So, Philip K is pretty much the literary boss as far as I am concerned. In so many ways he poisoned the well, forcing the rest of us to have to make do drawing our muse-water from other less impressive wells. This hasn't stopped people from trying to drink from the well he frequented, but we see the stains at their lips and the wet coughing that belies the weakening beneath the surface, though still soft, has begun to interfere with the smooth delivery of
the message. The message in this case revolved predominantly around paranoia, fear, death, war, morality, the divine and the boundaries of self. PKD excelled, because he wrote about things that were true for him.
His relationship with the human machine, with all its whirring parts, dark haired girls and representative governments, was predominantly based on the extreme opposite of trust. Not that his approach called for revolution, but came closer to the approach that one might have toward gravity if one were to live their entire life in some kind of floating castle. You would take precautions, and perhaps only spend as little time standing right on the edge as was required. This relationship caused Dick a number of problems involving both copyright registration and taxation throughout his life. Due in no small part to this seemingly abysmal aptitude for submitting correctly completed forms to the government a handful of his early short stories and novelettes are now in the public domain.
There are a couple of lists floating about that range from
eleven or
so stories to
nearly thirty. From what I can make out, there are definitely about twenty.
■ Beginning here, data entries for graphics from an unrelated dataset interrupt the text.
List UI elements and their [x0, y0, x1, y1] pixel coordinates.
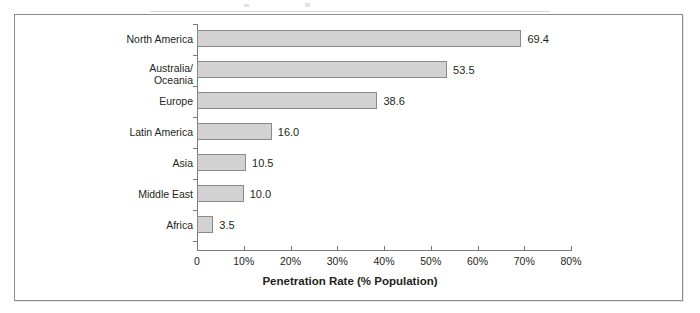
category-label: Middle East — [60, 188, 193, 200]
bar — [197, 61, 447, 78]
bar-value-label: 53.5 — [453, 65, 474, 76]
chart-screenshot: North America69.4Australia/ Oceania53.5E… — [0, 0, 700, 313]
bar — [197, 216, 213, 233]
x-axis-tick-label: 60% — [453, 256, 503, 267]
bar-value-label: 10.0 — [250, 189, 271, 200]
x-axis-tick-label: 50% — [406, 256, 456, 267]
bar — [197, 154, 246, 171]
x-axis-tick — [384, 246, 385, 250]
x-axis-tick-label: 10% — [219, 256, 269, 267]
bar-value-label: 69.4 — [527, 34, 548, 45]
x-axis-tick — [431, 246, 432, 250]
bar — [197, 30, 521, 47]
x-axis-tick — [197, 246, 198, 250]
x-axis-tick-label: 0 — [172, 256, 222, 267]
x-axis-tick-label: 70% — [499, 256, 549, 267]
category-label: Australia/ Oceania — [60, 62, 193, 86]
x-axis-tick — [478, 246, 479, 250]
x-axis-tick — [524, 246, 525, 250]
x-axis-title: Penetration Rate (% Population) — [0, 275, 700, 287]
bar-value-label: 10.5 — [252, 158, 273, 169]
y-axis-tick — [193, 148, 197, 149]
category-label: Asia — [60, 157, 193, 169]
x-axis-tick-label: 30% — [312, 256, 362, 267]
x-axis-tick — [337, 246, 338, 250]
category-label: North America — [60, 33, 193, 45]
bar-chart-plot: North America69.4Australia/ Oceania53.5E… — [0, 0, 700, 313]
bar-value-label: 3.5 — [219, 220, 234, 231]
category-label: Europe — [60, 95, 193, 107]
y-axis-tick — [193, 179, 197, 180]
y-axis-tick — [193, 86, 197, 87]
bar — [197, 185, 244, 202]
y-axis-tick — [193, 241, 197, 242]
category-label: Latin America — [60, 126, 193, 138]
x-axis-tick-label: 80% — [546, 256, 596, 267]
y-axis-tick — [193, 55, 197, 56]
x-axis-tick — [291, 246, 292, 250]
x-axis-line — [197, 250, 572, 251]
x-axis-tick — [571, 246, 572, 250]
x-axis-tick — [244, 246, 245, 250]
bar-value-label: 16.0 — [278, 127, 299, 138]
bar — [197, 123, 272, 140]
x-axis-tick-label: 40% — [359, 256, 409, 267]
y-axis-tick — [193, 210, 197, 211]
bar-value-label: 38.6 — [383, 96, 404, 107]
category-label: Africa — [60, 219, 193, 231]
y-axis-tick — [193, 117, 197, 118]
x-axis-tick-label: 20% — [266, 256, 316, 267]
bar — [197, 92, 377, 109]
y-axis-tick — [193, 24, 197, 25]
Just less than. These free stories mostly come from his first three years of publication ('52, '53 and '54), but some include stories from right up until 1957. For the most part these stories are obscur early works that never really gained much recognition, but
"Second Variety",
"Adjustment Team" and
"The Golden Man" are amongst them, which were adapted into
Screamers,
The Adjustment Bureau and
Next, respectively. None of these were particularly watchable films (with the disputable exception of
Screamers), but the source material is in each case a far better exploration and realisation of the concepts presented.
More importantly the list of free Dicks also includes
"Beyond Lies the Wub",
"The Skull" and
"Piper in the Woods", which are far better examples of both his early work and of early salvos into the concepts he would go full scale on later in his career.
If you teach English or creative writing and you want to talk to your class about points of view and perspective, you need "Beyond Lies the Wub" in your life. If you want to behold the first ever published story of a giant of a genre, you need "Beyond Lies the Wub" in your life. It is a clean and elegant short story that is structured like a joke.
"Piper in the Woods" is a pleasant mix of 1950s science fiction and European mythology that you might catch yourself thinking about whenever you wish you could just go outside for little while and sit on the grass.
"The Skull" is Philip K Dick's earliest story about religion (particularly Christianity) and self-determinism vs pre-determinism. This early on we see him start to take steps into the territory that would later yield all his religion-in-a-box themes during the sixties and seventies and finally become the
VALIS trilogy. While those specific elements aren't present in "The Skull", it still represents an approach to the topic that would allow him to write the way he did.
If you are at all interested in the man behind the stories behind
Blade Runner and
Total Recall, some of his stories can be found in a number of formats on
Project Gutenberg,
Wikisource and strewn about the interwebs.
For 10 points:
What is the most common name given to Dick's religion-in-a-box?